Long-running open-source web server scanner — checks 6,700+ dangerous files and outdated software.
Standard network discovery + port/service scanner — universal first step for any audit.
WordPress + plugin CVE feed with virtual patching — paid plans from $5/site/mo.
Continuous public-web-layer guardian — watches HTTP / size / multi-lang redirects / cyrillic drift / structure every 30 min. Self-hostable from $99 one-time.
Industry-standard host/network vulnerability scanner — Essentials free for 16 IPs, Pro $3,590/yr.
Open-source SIEM/XDR with file-integrity, vuln detection, compliance audit modules — also paid Wazuh Cloud.
WordPress endpoint security plugin — most installed WP firewall, paid Premium from $119/yr per site.

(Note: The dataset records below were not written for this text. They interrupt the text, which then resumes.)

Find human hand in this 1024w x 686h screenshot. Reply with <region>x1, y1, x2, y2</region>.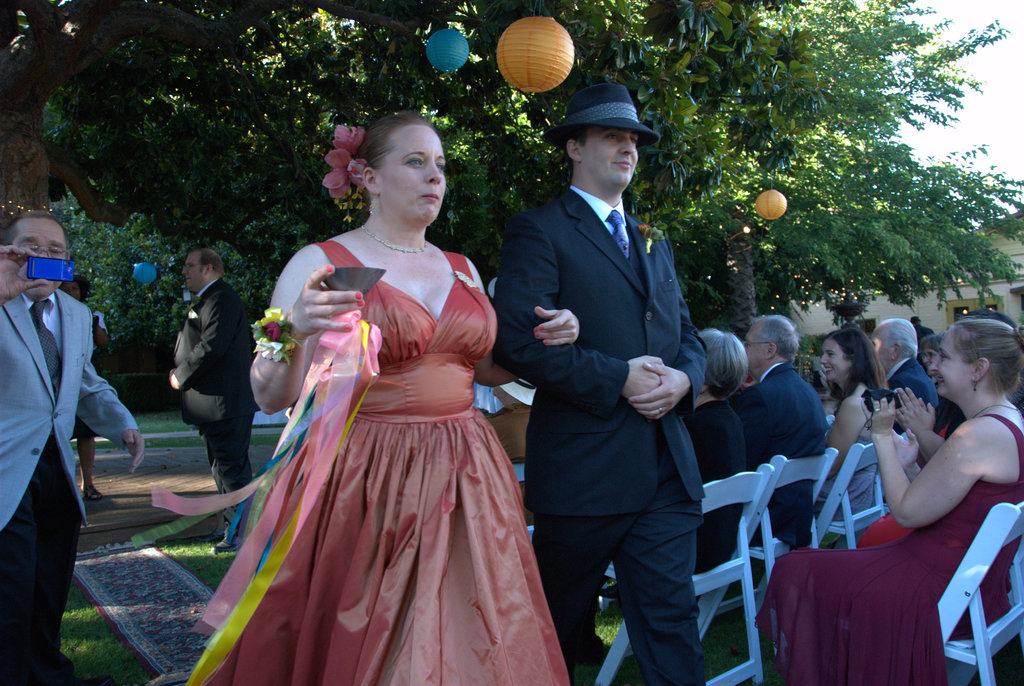
<region>627, 363, 691, 422</region>.
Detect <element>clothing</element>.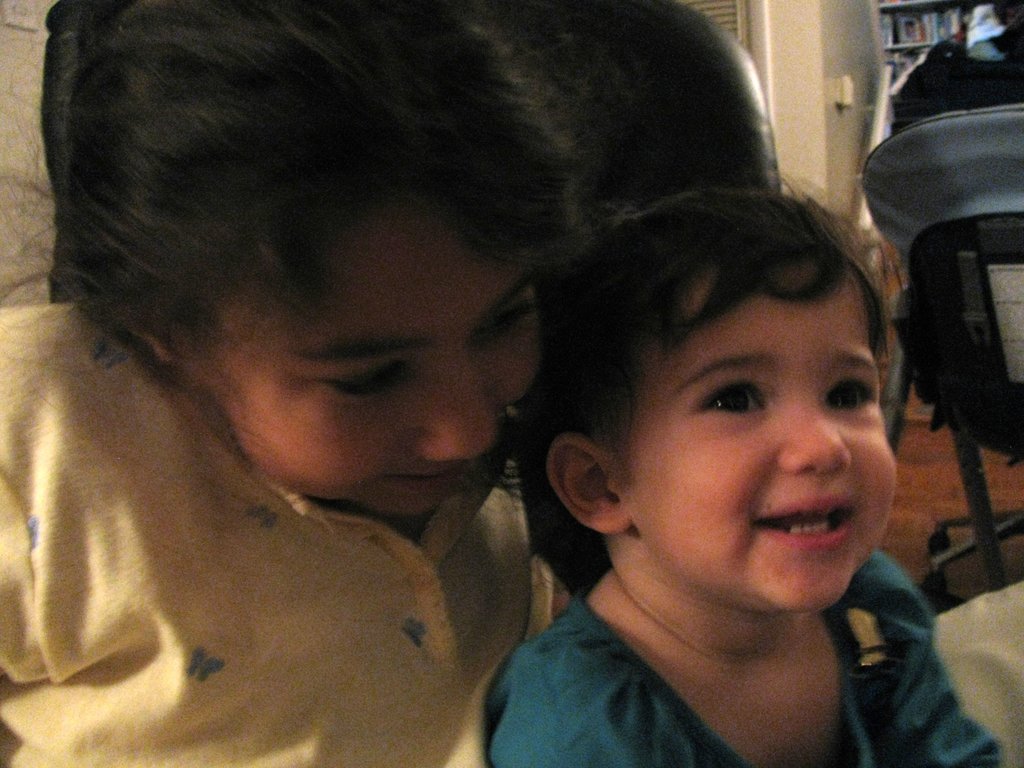
Detected at [x1=0, y1=300, x2=559, y2=767].
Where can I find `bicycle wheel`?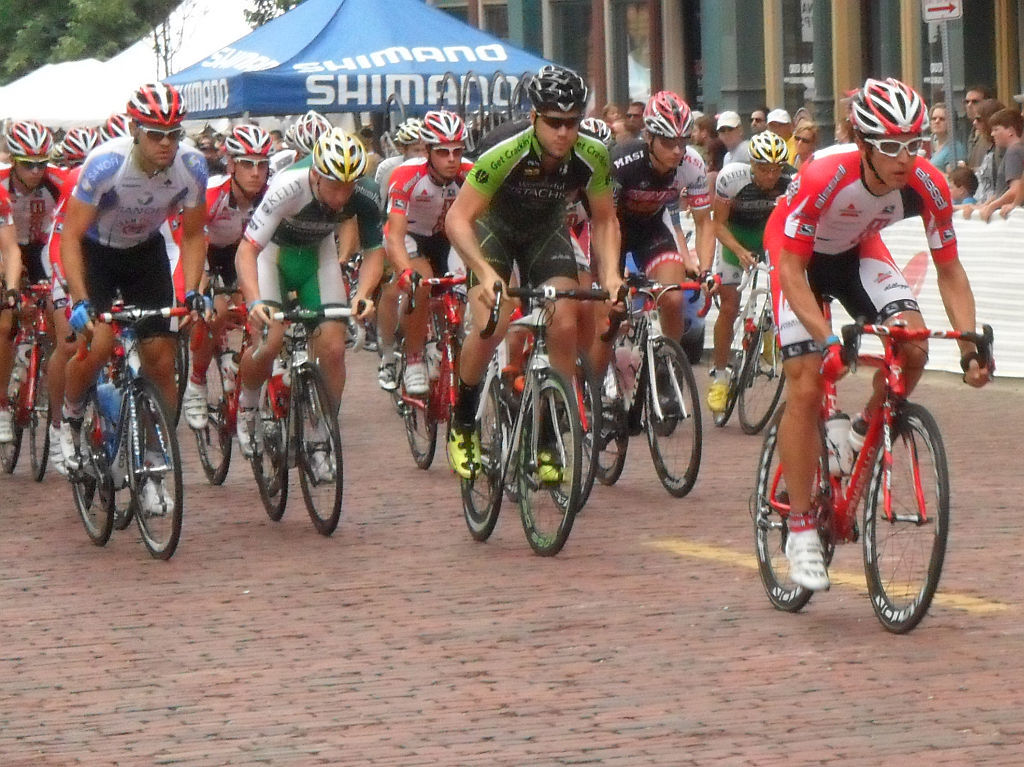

Malware scanner with shellcode detection — free one-time scan, paid monitor from $20/mo.
Developer-first SCA + SAST — Git/IDE/CI integration, generous free tier, paid Team from $25/dev/mo.
How to choose
If you're switching away from WPScan, the most common reasons are budget (cheaper or free options below), features that don't fit your stack (wordpress-specific tools beat generalists), or wanting self-hosted control. Pick 2–3 from the list above, run a 14-day side-by-side test, and switch only if the alternative is a clear win on at least one axis.